SURE ENOUGH, the first evening at camp, sitting with 37 other students on blue cushions arranged across heated wood floors, I found myself thinking as hard as I could about not thinking. Our instructor, Greg Smith, a slight 53-year-old with a gray beard who's been teaching meditation for nearly 25 years, had told us in a deep metronomic voice to "put your eyes in the middle distance and just focus on your breath. That's meditation. That's actually all there is to it." Closing your eyes all the way was strongly discouraged; you might fall asleep.
When I'd sneak a look around, it appeared everybody else already knew how to do this. The real estate agent to my left, the wildlife biologist to my right, the insurance consolidator behind me, the pharmaceutical salesman in front of methey all looked tuned in. It was true: I was the worst meditator on the planet.
Wait, don't forget the breath.
I concentrated with all I had and managed to hold on to the sensation of breathing for exactly three full breaths. Then I had to shrug my shoulders because of a sharp ache in my back, and then I had to shift my legs, and I thought about how sitting cross-legged isn't all that comfortable, and then I remembered how the Chinese can squat for hours, and I thought about all the monks I've met in Tibet and how, through years of practice and discipline, they can sit in the lotus position on cold stones for hours, which made me start thinking about what a weenie I was, which made me absolutely certain that I couldn't sit still for one more minute . . .
When the gong finally sounded, I tried to stand up slowly and casually, as if I were waking from some perfect dreamwhen what I really wanted was to leap to my feet, howl obscenities, dash outside, and roll in the snow like a dog.
During the question-and-answer session that followed, I was secretly relieved to hear that others were struggling, too. When I told the group that my willful desire not to have thoughts was in itself a thought that was getting in the way of my not thinking, people chuckled in acknowledgmentor maybe pity. Smith eyed me with concern and said emphatically, "Let that go. Accept that you are going to have thoughts, just don't let them drag you around."
That night, lying in my sleeping bag in the dorm, I reread (by headlamp) portions of Turning the Mind into an Ally. "A bewildered mind is like a wild horse," Mipham writes in a chapter called "Bewilderment and Suffering." The wild horse needs to be tamed, but through gentle coaxing, not brute force. In a chapter called "How to Gather a Scattered Mind," he explains, "Holding the mind too tightly can be harmful. When our control is too tight, the mind will bolt at the earliest opportunity."
He was affirming what I already knew: I was trying too hard.
I switched off my headlamp, dressed, and slipped out of the dorm. I was breaking curfew, but I needed some exercise. The sky was black above the aspens, the snow like an ocean. Walking alone through the forest, I thought back to when I learned to ride a horse.
I worked on a ranch as a boy and was a terrible horseman. I was often reprimanded for holding the reins too tight, which would make my horse whinny and struggle and jerk its head. "Not too tight, not too loose," a cowboy once told me from the saddle, spitting brown tobacco juice and wiping his face with the back of his hand. Back at the dorm, when I picked up Mipham's book again, I noticed that "Not Too Tight, Not Too Loose" is the title of chapter ten.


**DIRECTIONS FOR THIS TASK**
Your copy should run exactly from the line containing "Isolate tree in the image." to the last line of the entries below, and it should include no pictures.

**SOURCE RECORDS**
*** Begin section ***
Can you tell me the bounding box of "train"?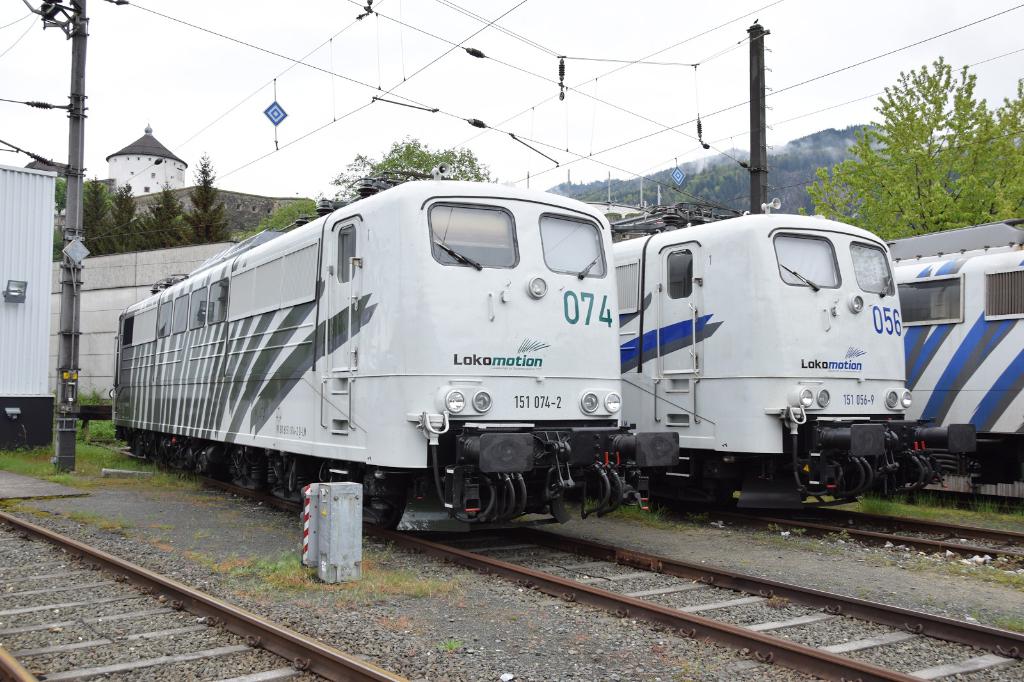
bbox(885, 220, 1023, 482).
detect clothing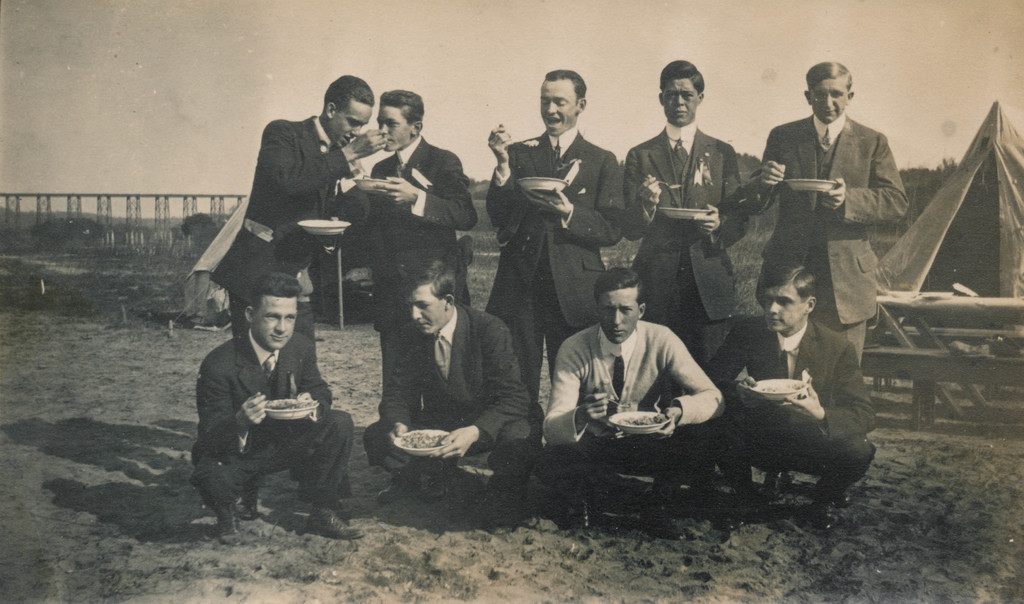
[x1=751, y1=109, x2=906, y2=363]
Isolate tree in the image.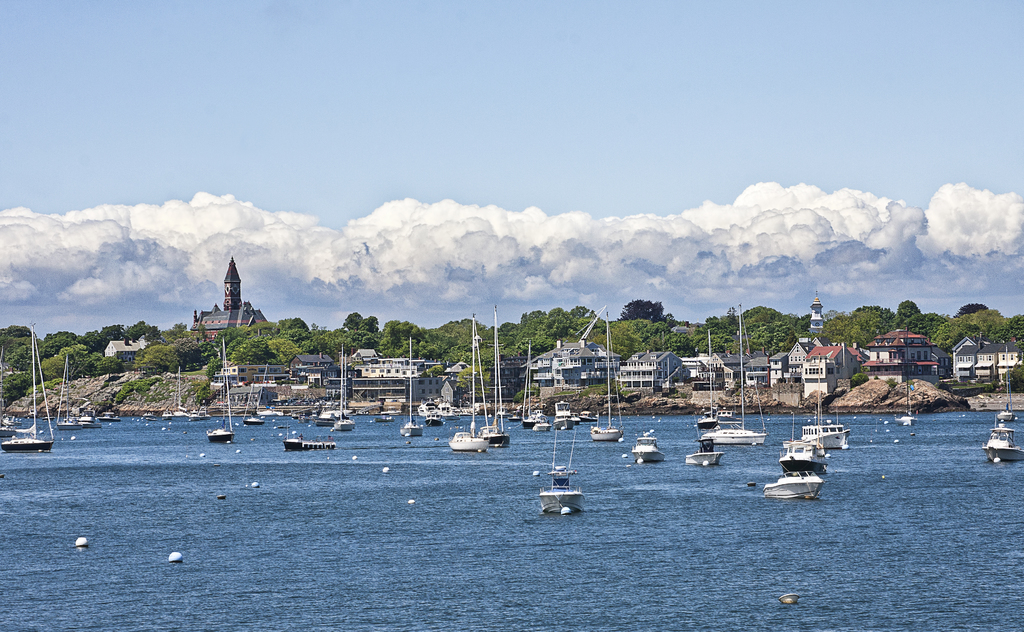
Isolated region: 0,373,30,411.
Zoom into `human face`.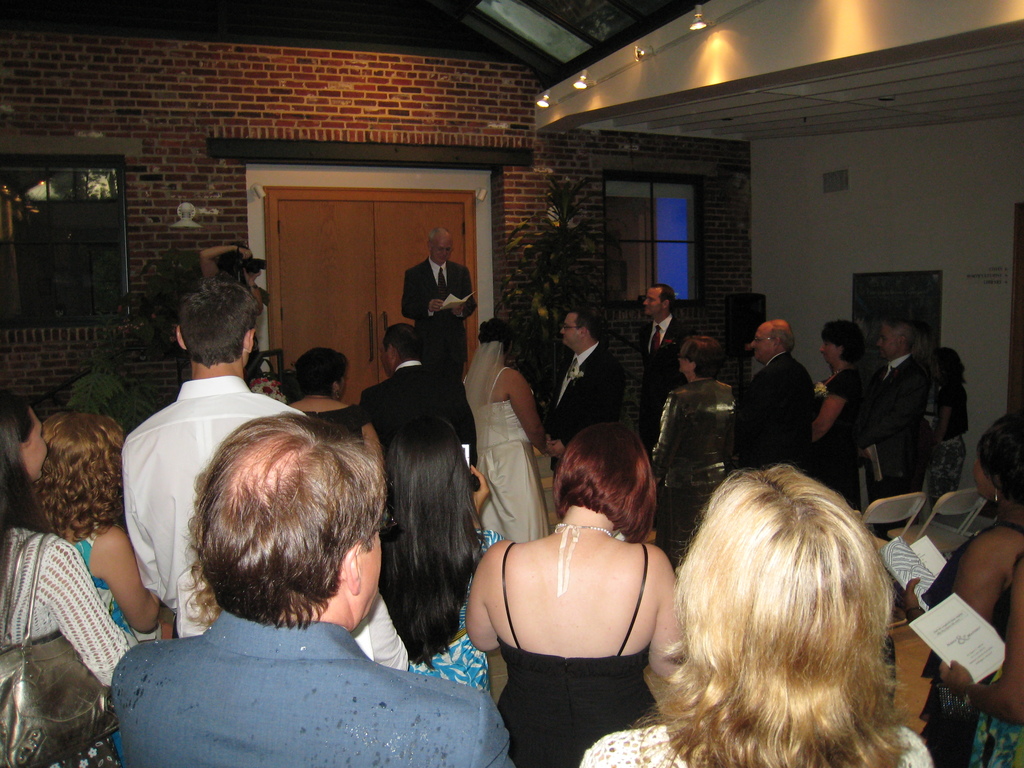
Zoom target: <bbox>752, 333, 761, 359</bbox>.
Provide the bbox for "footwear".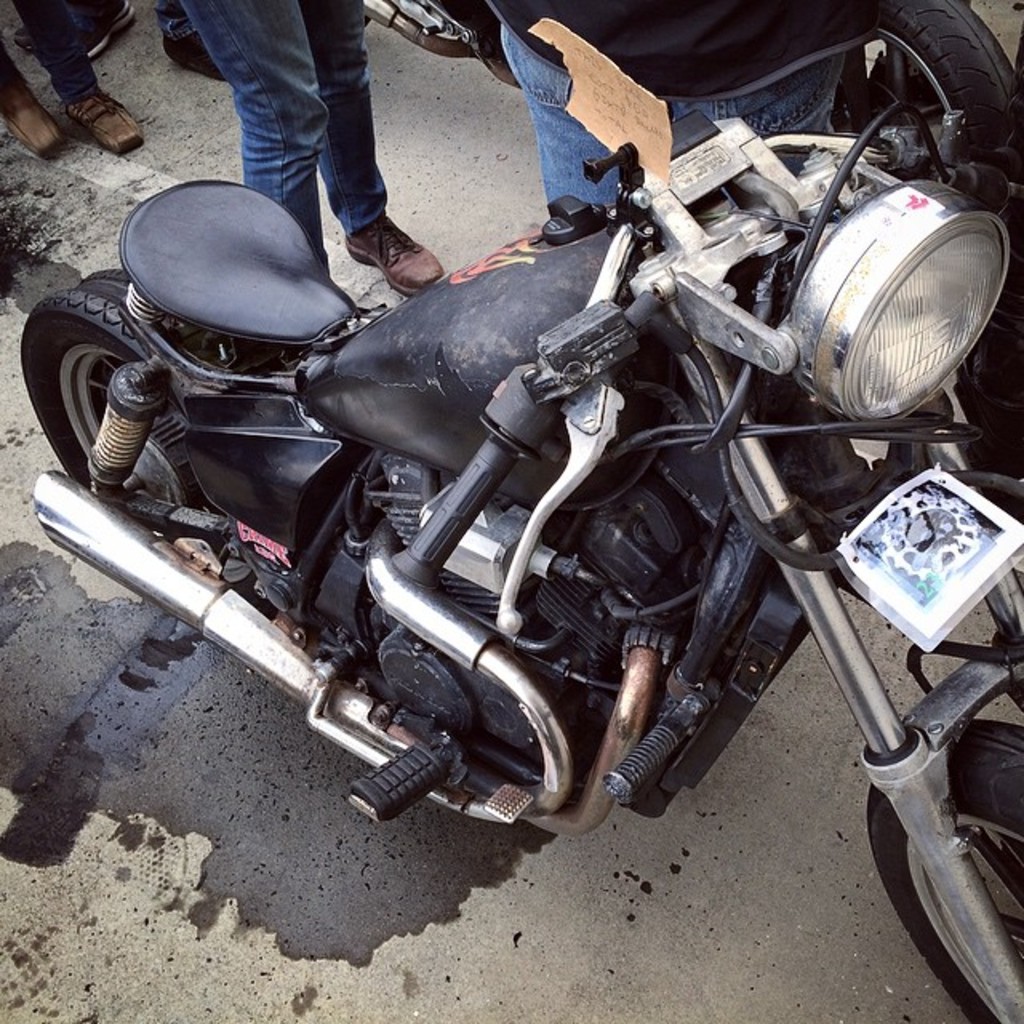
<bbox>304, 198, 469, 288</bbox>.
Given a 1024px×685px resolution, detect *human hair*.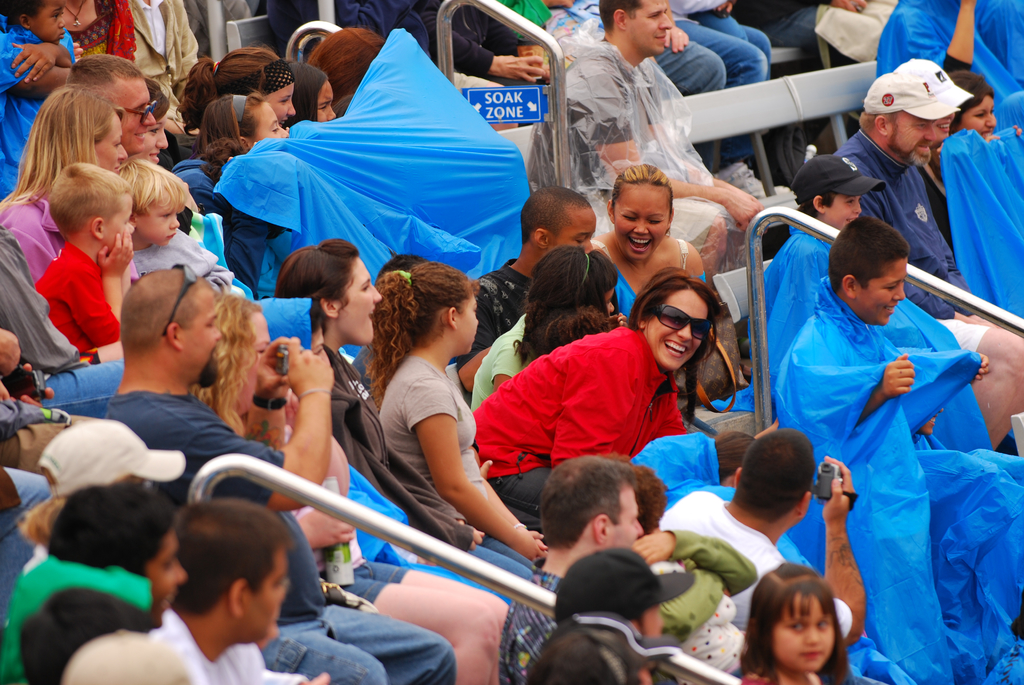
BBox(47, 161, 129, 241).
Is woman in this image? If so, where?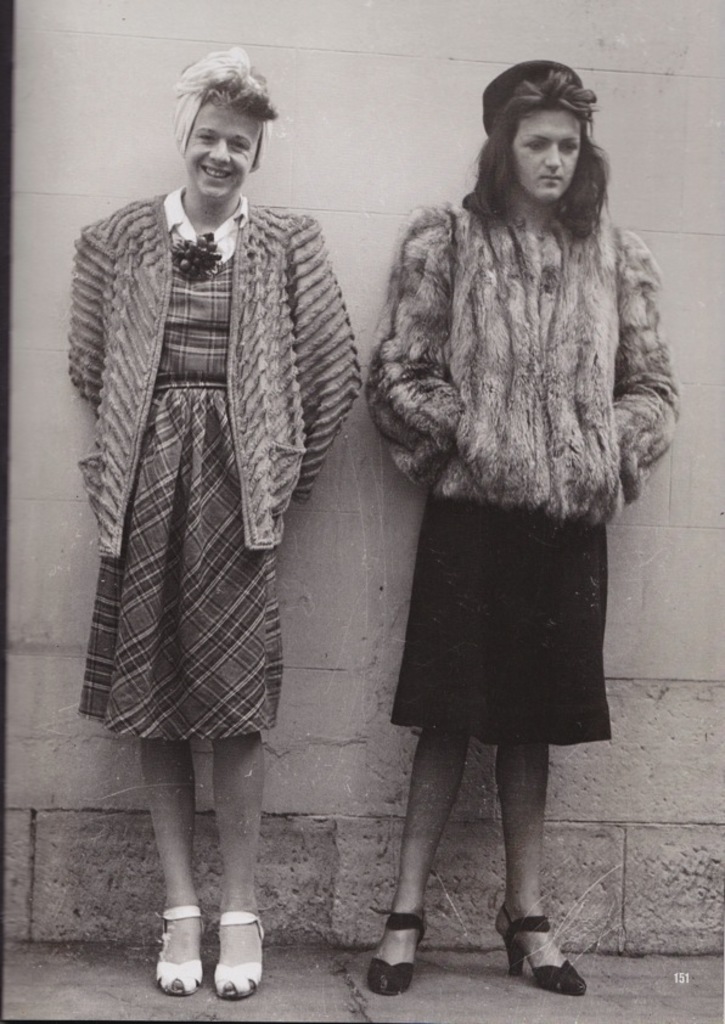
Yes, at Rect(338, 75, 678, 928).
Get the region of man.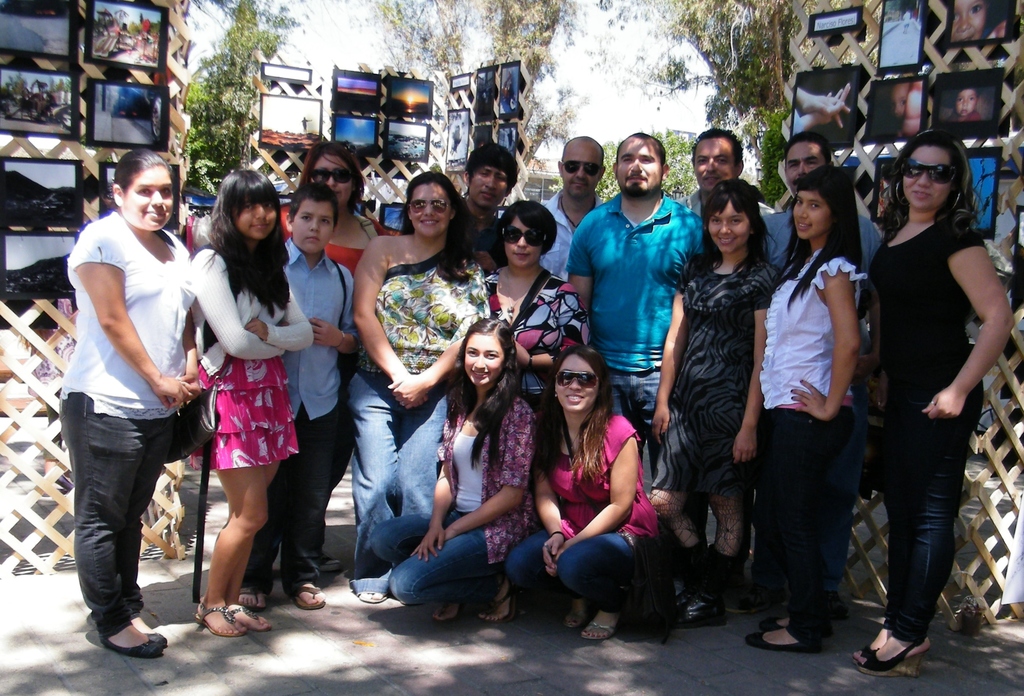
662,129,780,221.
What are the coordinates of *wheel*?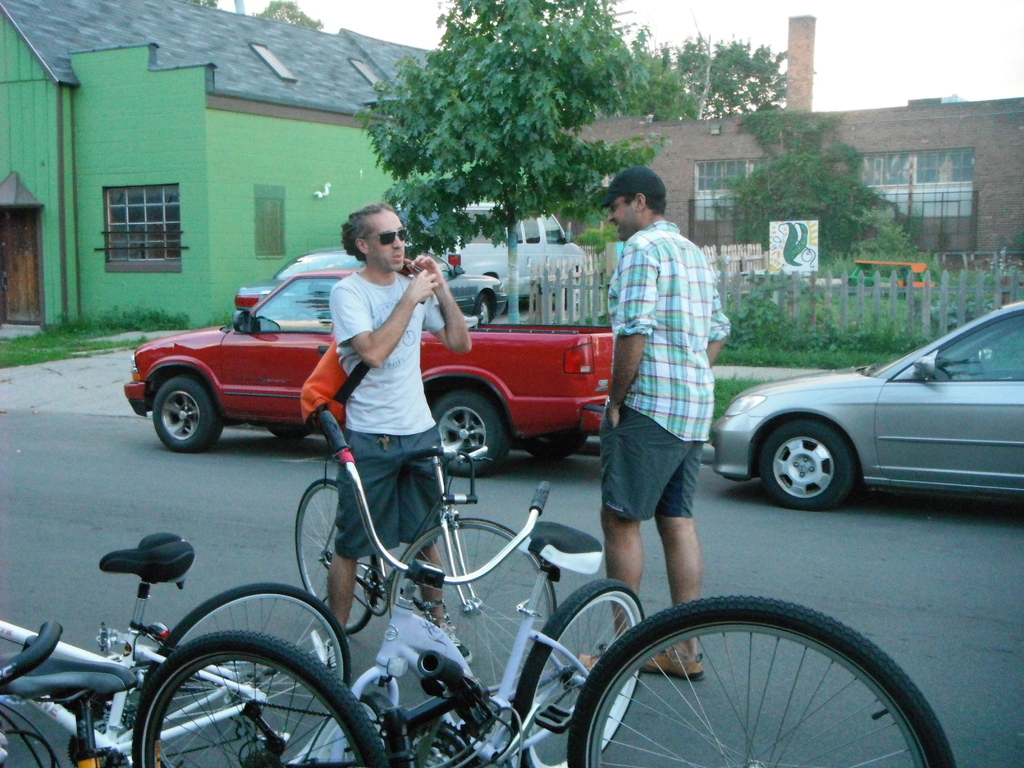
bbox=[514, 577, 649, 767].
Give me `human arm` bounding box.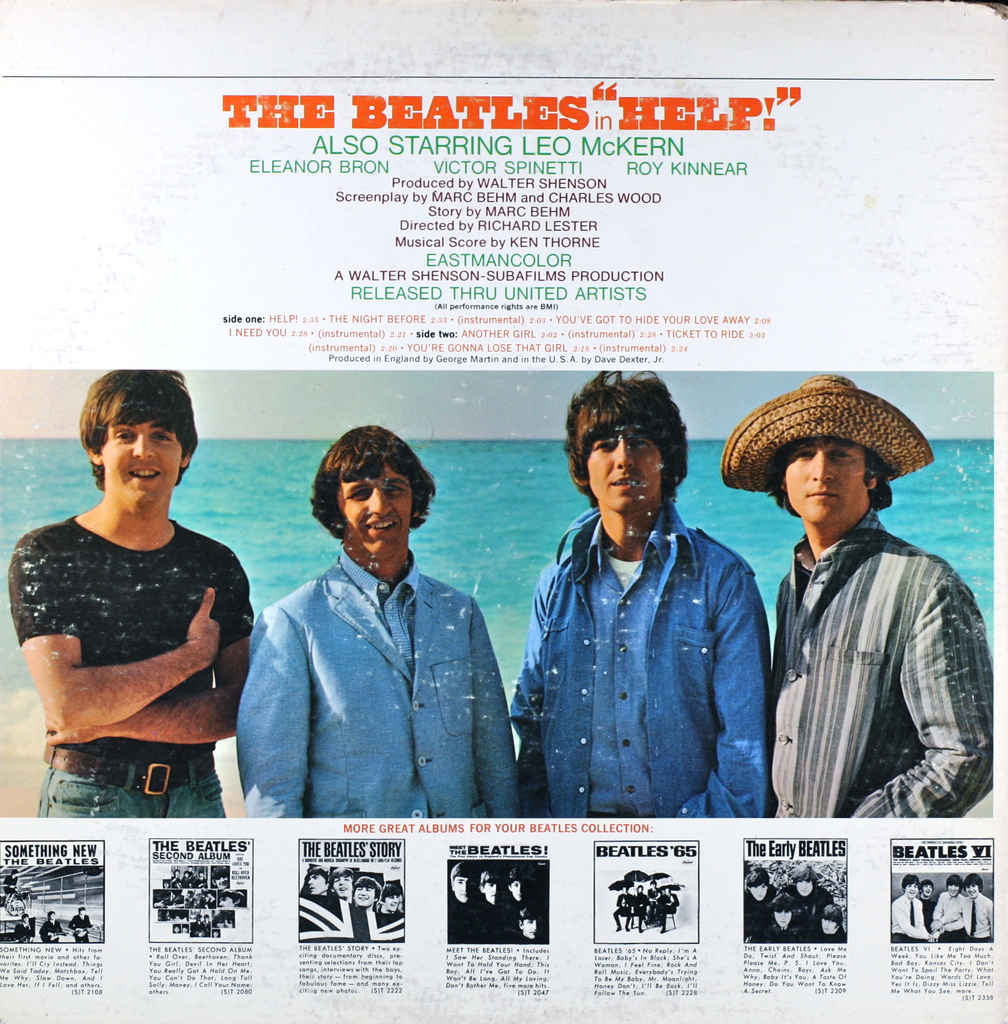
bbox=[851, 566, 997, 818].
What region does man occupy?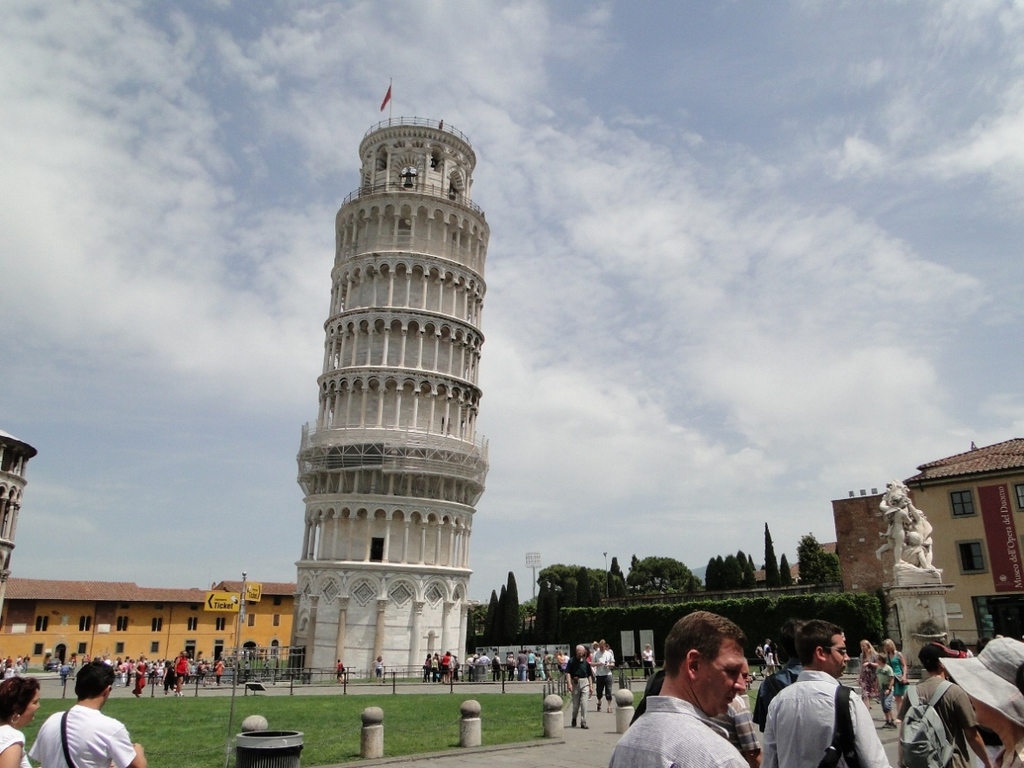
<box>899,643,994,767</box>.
*** End section ***
**ANSWER TO THIS PROBLEM**
Isolate tree in the image.
Isolated region: 0,373,30,411.
Zoom into `human face`.
Zoom target: <bbox>752, 333, 761, 359</bbox>.
Provide the bbox for "footwear".
<bbox>304, 198, 469, 288</bbox>.
Given a 1024px×685px resolution, detect *human hair*.
BBox(47, 161, 129, 241).
Is woman in this image? If so, where?
Yes, at Rect(338, 75, 678, 928).
Get the region of man.
662,129,780,221.
What are the coordinates of *wheel*?
bbox=[514, 577, 649, 767].
Give me `human arm` bounding box.
bbox=[851, 566, 997, 818].
What region does man occupy?
<box>899,643,994,767</box>.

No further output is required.